Here is a working script. The last line produces an error message in pylint, but only if the sqlalchemy version is at least 2.0. C:\temp\sa_func_count.py:19:31: E1102: sa.func.count is not callable (not-callable)

import sqlalchemy as sa

metadata = sa.MetaData()

user = sa.Table(
    "user",
    metadata,
    sa.Column("user_id", sa.Integer, primary_key=True),
    sa.Column("user_name", sa.String(16), nullable=False),
    sa.Column("email_address", sa.String(60)),
    sa.Column("nickname", sa.String(50), nullable=False),
)

db_uri = "sqlite:///:memory:"
engine = sa.create_engine(db_uri)
with engine.connect() as conn:
    user.create(bind=conn)
    assert (
        conn.execute(sa.select(sa.func.count()).select_from(user)).fetchall()[0][0] == 0
    )
andreehultgren commented 4 months ago

+1

luciidlou commented 3 weeks ago

bump

cdcadman commented 3 weeks ago

In the if TYPE_CHECKING block, the myfunc property is set to None, which is not callable. So the underlying issue is that pylint is using the if TYPE_CHECKING block to infer the type, but it is not using the type hint provided there (see discussion of type hint vs. inference here: https://github.com/pylint-dev/pylint/issues/4813).

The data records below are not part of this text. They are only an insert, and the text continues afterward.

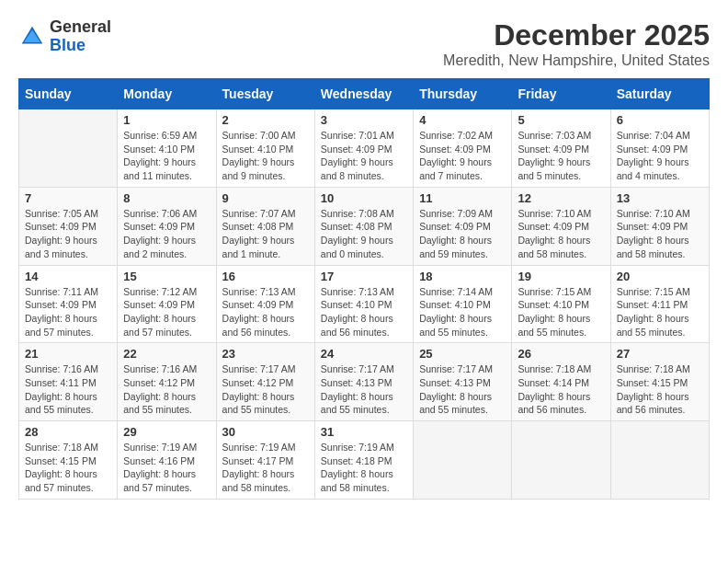 This screenshot has height=563, width=728. Describe the element at coordinates (81, 28) in the screenshot. I see `logo-general: General` at that location.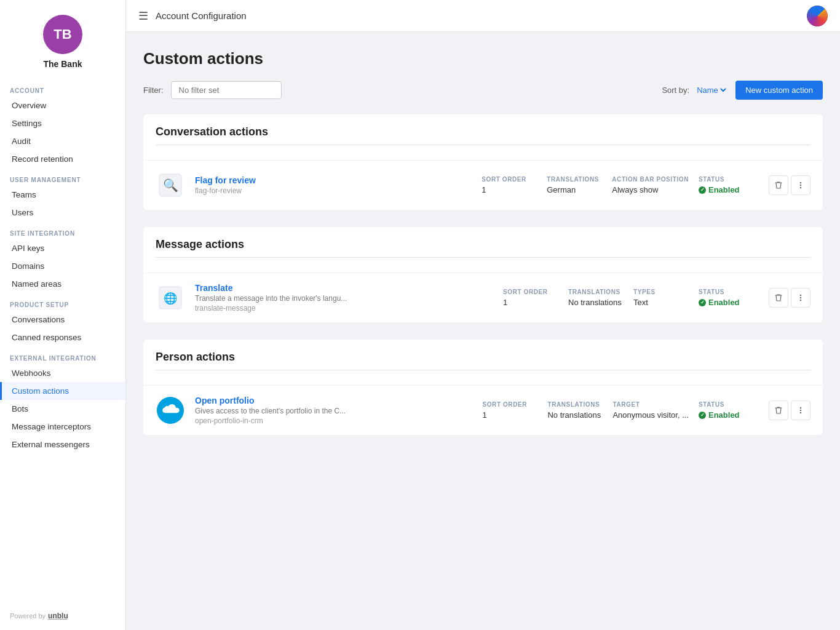 Image resolution: width=840 pixels, height=630 pixels. Describe the element at coordinates (651, 185) in the screenshot. I see `flag-position-group: ACTION BAR POSITION Always show` at that location.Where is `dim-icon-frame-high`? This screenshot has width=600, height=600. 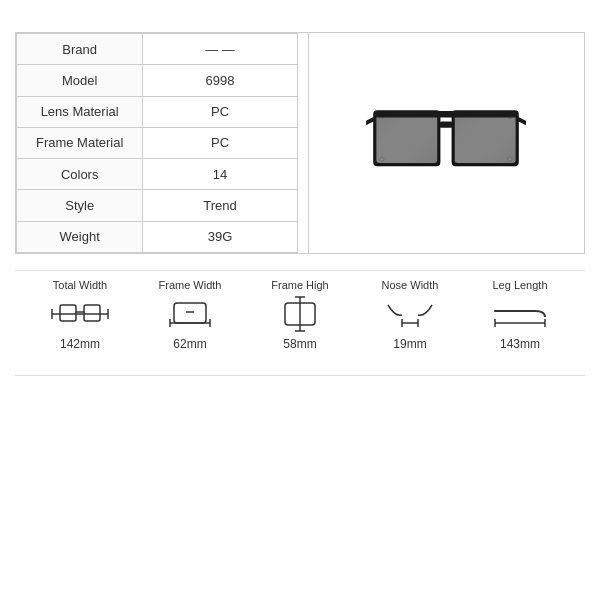
dim-icon-frame-high is located at coordinates (300, 314).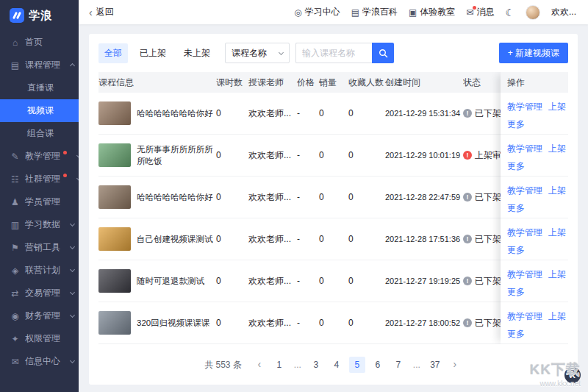 The image size is (588, 392). What do you see at coordinates (232, 239) in the screenshot?
I see `cell-lessons: 0` at bounding box center [232, 239]. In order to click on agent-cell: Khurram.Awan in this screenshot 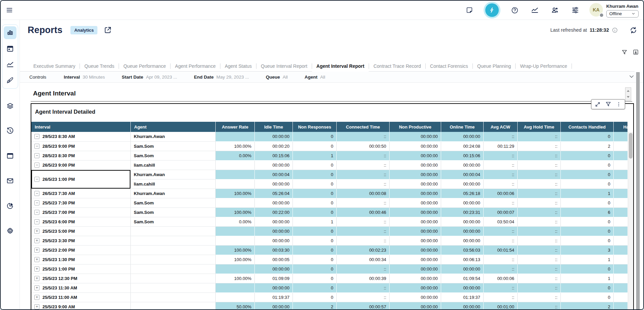, I will do `click(173, 193)`.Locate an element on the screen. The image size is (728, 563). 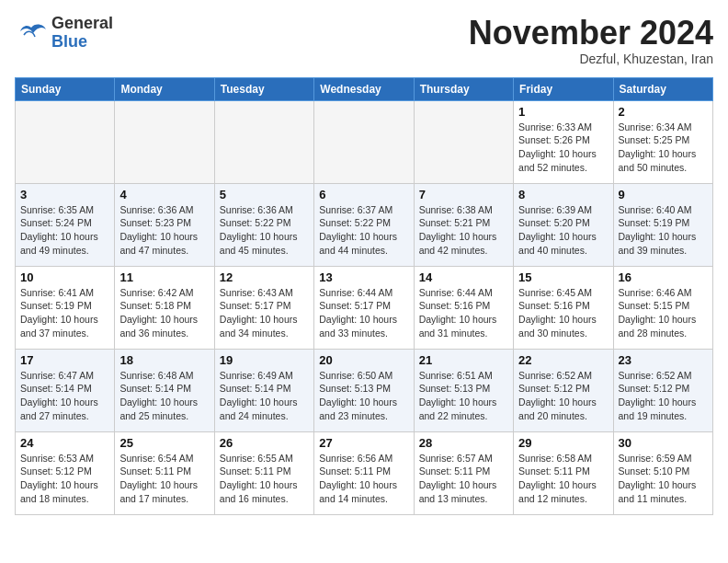
day-info: Sunrise: 6:33 AM Sunset: 5:26 PM Dayligh… is located at coordinates (563, 147).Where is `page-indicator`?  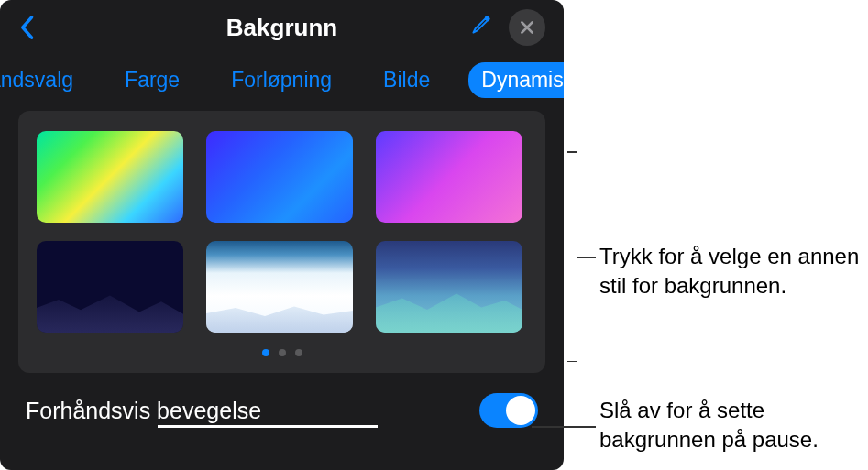
page-indicator is located at coordinates (282, 353).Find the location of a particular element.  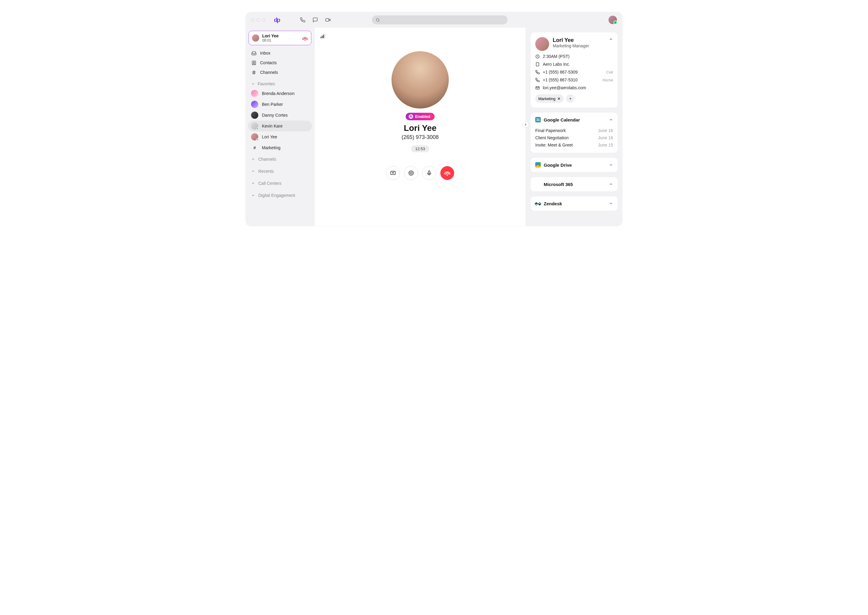

hangup-icon is located at coordinates (305, 38).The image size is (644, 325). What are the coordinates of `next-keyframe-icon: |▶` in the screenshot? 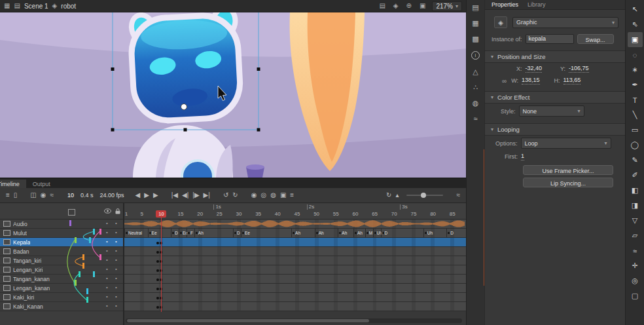 It's located at (196, 195).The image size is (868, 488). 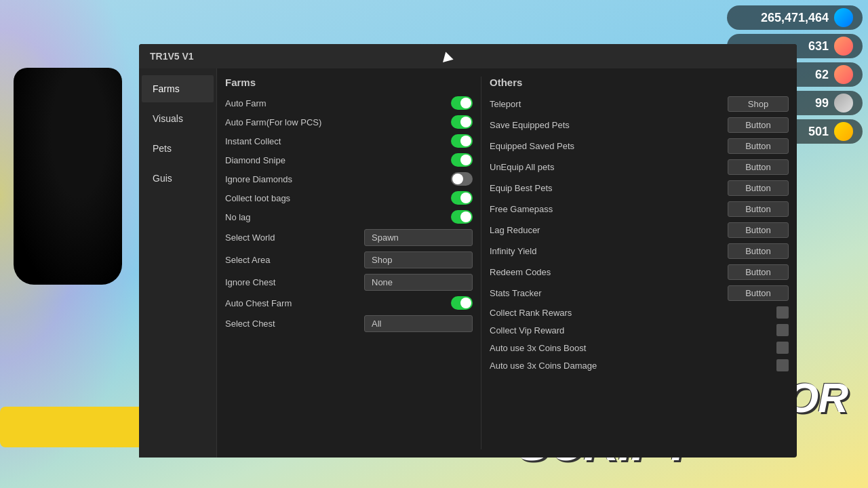 I want to click on collect-loot-toggle, so click(x=462, y=198).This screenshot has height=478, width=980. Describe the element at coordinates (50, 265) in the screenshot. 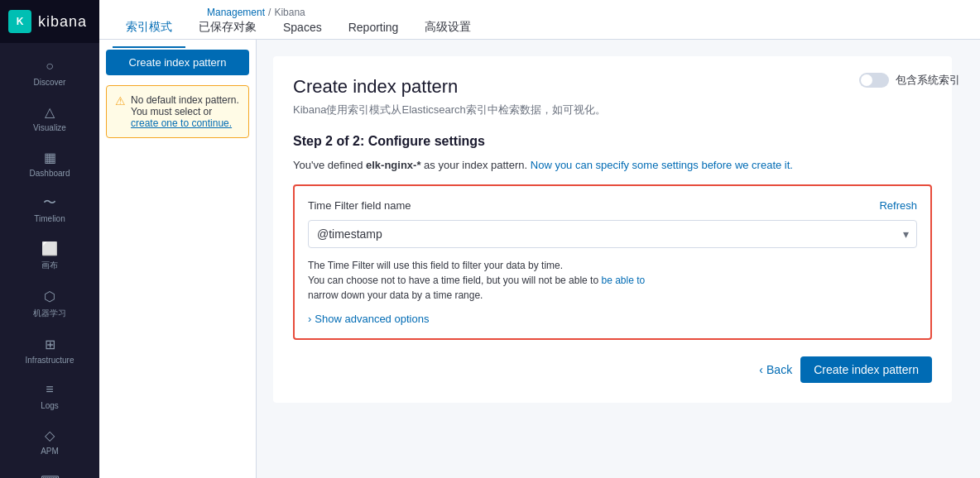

Type inference comes from the astroid package, and I don't see a way to make it ignore type checking blocks.

Here is a modification of the original script which runs in python, but outputs the not-callable false positive:

# pylint: disable=invalid-name, missing-class-docstring, missing-function-docstring, missing-module-docstring, too-few-public-methods
from __future__ import annotations

from typing import TYPE_CHECKING, Any, Type

class myfunc:
    def __init__(self, *args: Any) -> None:
        pass

class _FunctionGenerator:
    def __getattr__(self, name: str) -> _FunctionGenerator:
        return _FunctionGenerator()

    def __call__(self, *args: Any) -> None:
        pass

    if TYPE_CHECKING:

        @property
        def myfunc(self) -> Type[myfunc]: ...

func = _FunctionGenerator()

func.myfunc(1, 2, 3)

If you modify the property definition to return something that is callable, then pylint does not output not-callable:

# pylint: disable=invalid-name, missing-class-docstring, missing-function-docstring, missing-module-docstring, too-few-public-methods
from __future__ import annotations

from typing import TYPE_CHECKING, Any, Type

class myfunc:
    def __init__(self, *args: Any) -> None:
        pass

class _FunctionGenerator:
    def __getattr__(self, name: str) -> _FunctionGenerator:
        return _FunctionGenerator()

    def __call__(self, *args: Any) -> None:
        pass

    if TYPE_CHECKING:

        @property
        def myfunc(self) -> Type[myfunc]:
            return myfunc

func = _FunctionGenerator()

func.myfunc(1, 2, 3)

Removing the if TYPE_CHECKING block also makes the not-callable output go away.